'Uh. Sorry. No offence meant.'

'None taken,' said Carrot cheerfully.

'It's not that I've got anything against dwarfs. I've always said you'd have to look very hard before you'd find a, a better bunch of highly skilled, law-abiding, hard-working—'

'—little buggers?'

'Yes. No!'

They proceeded.

'That Mrs Cake,' said Carrot, 'definitely a strong-minded woman, eh?'

'Too true,' said Vimes.

Something crunched under Carrot's enormous sandal.

'More glass,' he said. 'It went a long way, didn't it.'

'Exploding dragons! What an imagination the girl has.'

'Woof woof,' said a voice behind them.

'That damn dog's been following us,' said Vimes.

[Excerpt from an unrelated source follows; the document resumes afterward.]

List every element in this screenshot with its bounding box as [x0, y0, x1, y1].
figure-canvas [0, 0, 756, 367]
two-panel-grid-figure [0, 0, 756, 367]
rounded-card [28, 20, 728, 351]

'It's barking at something on the wall,' said Carrot.

Gaspode eyed them coldly.

'Woof woof, bloody whine whine,' he said. 'Are you bloody blind or what?'

It was true that normal people couldn't hear Gaspode speak, because dogs don't speak. It's a well-known fact. It's well known at the organic level, like a lot of other well-known facts which overrule the observations of the senses. This is because if people went around noticing everything that was going on all the time, no-one would ever get anything done.[7] Besides, almost all dogs don't talk. Ones that do are merely a statistical error, and can therefore be ignored.

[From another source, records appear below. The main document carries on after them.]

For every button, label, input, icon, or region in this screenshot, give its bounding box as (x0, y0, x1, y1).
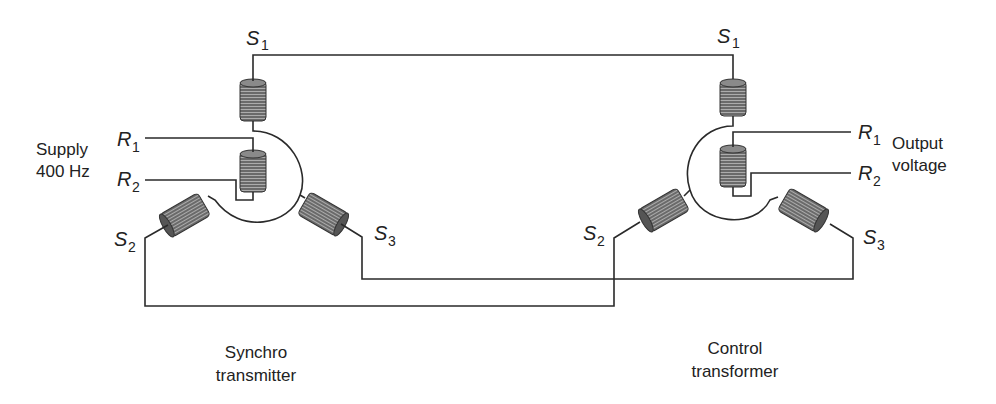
ct-rotor-coil (720, 145, 746, 187)
svg-text:S: S (583, 222, 597, 244)
transmitter-s2-label: S 2 (114, 228, 136, 255)
transmitter-rotor-coil (240, 150, 266, 192)
transmitter-s1-label: S 1 (246, 27, 269, 53)
svg-text:1: 1 (873, 132, 881, 148)
svg-text:S: S (246, 27, 260, 49)
svg-text:S: S (717, 25, 731, 47)
transmitter-stator-coil-s2 (157, 193, 211, 239)
ct-stator-coil-s1 (720, 79, 746, 116)
output-label-line2: voltage (892, 156, 947, 175)
svg-text:3: 3 (877, 237, 885, 253)
ct-r2-label: R 2 (858, 162, 881, 189)
ct-r1-lead (733, 132, 851, 147)
ct-s1-label: S 1 (717, 25, 740, 51)
ct-caption-line1: Control (708, 339, 763, 358)
svg-text:S: S (374, 222, 388, 244)
ct-r1-label: R 1 (858, 121, 881, 148)
transmitter-stator-coil-s1 (240, 79, 266, 121)
control-transformer (636, 79, 851, 234)
svg-text:1: 1 (132, 139, 140, 155)
svg-text:2: 2 (597, 233, 605, 249)
supply-label-line2: 400 Hz (36, 162, 90, 181)
svg-text:2: 2 (873, 173, 881, 189)
transmitter-r2-label: R 2 (117, 168, 140, 195)
svg-text:3: 3 (388, 233, 396, 249)
ct-caption-line2: transformer (692, 362, 779, 381)
svg-text:R: R (117, 128, 131, 150)
svg-text:1: 1 (261, 37, 269, 53)
transmitter-caption-line1: Synchro (225, 343, 287, 362)
svg-text:S: S (114, 228, 128, 250)
s1-connection-wire (253, 55, 733, 81)
svg-text:2: 2 (132, 179, 140, 195)
synchro-diagram: S 1 R 1 R 2 S 2 S 3 Supply 400 Hz Synchr… (0, 0, 996, 404)
ct-stator-coil-s3 (777, 188, 831, 234)
transmitter-stator-coil-s3 (297, 192, 351, 238)
supply-label-line1: Supply (36, 140, 88, 159)
ct-s3-label: S 3 (863, 226, 885, 253)
svg-text:S: S (863, 226, 877, 248)
svg-text:R: R (858, 162, 872, 184)
ct-stator-coil-s2 (636, 188, 690, 234)
svg-text:R: R (858, 121, 872, 143)
ct-s2-label: S 2 (583, 222, 605, 249)
transmitter-r1-lead (145, 138, 253, 152)
transmitter-r1-label: R 1 (117, 128, 140, 155)
transmitter-s3-label: S 3 (374, 222, 396, 249)
output-label-line1: Output (892, 134, 943, 153)
transmitter-caption-line2: transmitter (216, 366, 297, 385)
svg-text:1: 1 (732, 35, 740, 51)
svg-text:2: 2 (128, 239, 136, 255)
svg-text:R: R (117, 168, 131, 190)
synchro-transmitter (145, 55, 853, 306)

However, Gaspode had found he did tend to get heard on a subconscious level. Only the previous day someone had absent-mindedly kicked him into the gutter and had gone a few steps before they suddenly thought: I'm a bastard, what am I?

'There is something up there,' said Carrot. 'Look . . . something blue, hanging off that gargoyle.'

'Woof woof, woof! Would you credit it?'

Vimes stood on Carrot's shoulders and walked his hand up the wall, but the little blue strip was still out of reach.

The gargoyle rolled a stony eye towards him.

'Do you mind?' said Vimes. 'It's hanging on your ear With a grinding of stone on stone, the gargoyle reached up a hand and unhooked the intrusive material.

'Thank you.'

' 'on't ent-on it.'

Vimes climbed down again.

'You like gargoyles, don't you, captain,' said Carrot, as they strolled away.

'Yep. They may only be a kind of troll but they keep themselves to themselves and seldom go below the first floor and don't commit crimes anyone ever finds out about. My type of people.'

He unfolded the strip.

It was a collar or, at least, what remained of a collar – it was burnt at both ends. The word 'Chubby' was just readable through the soot.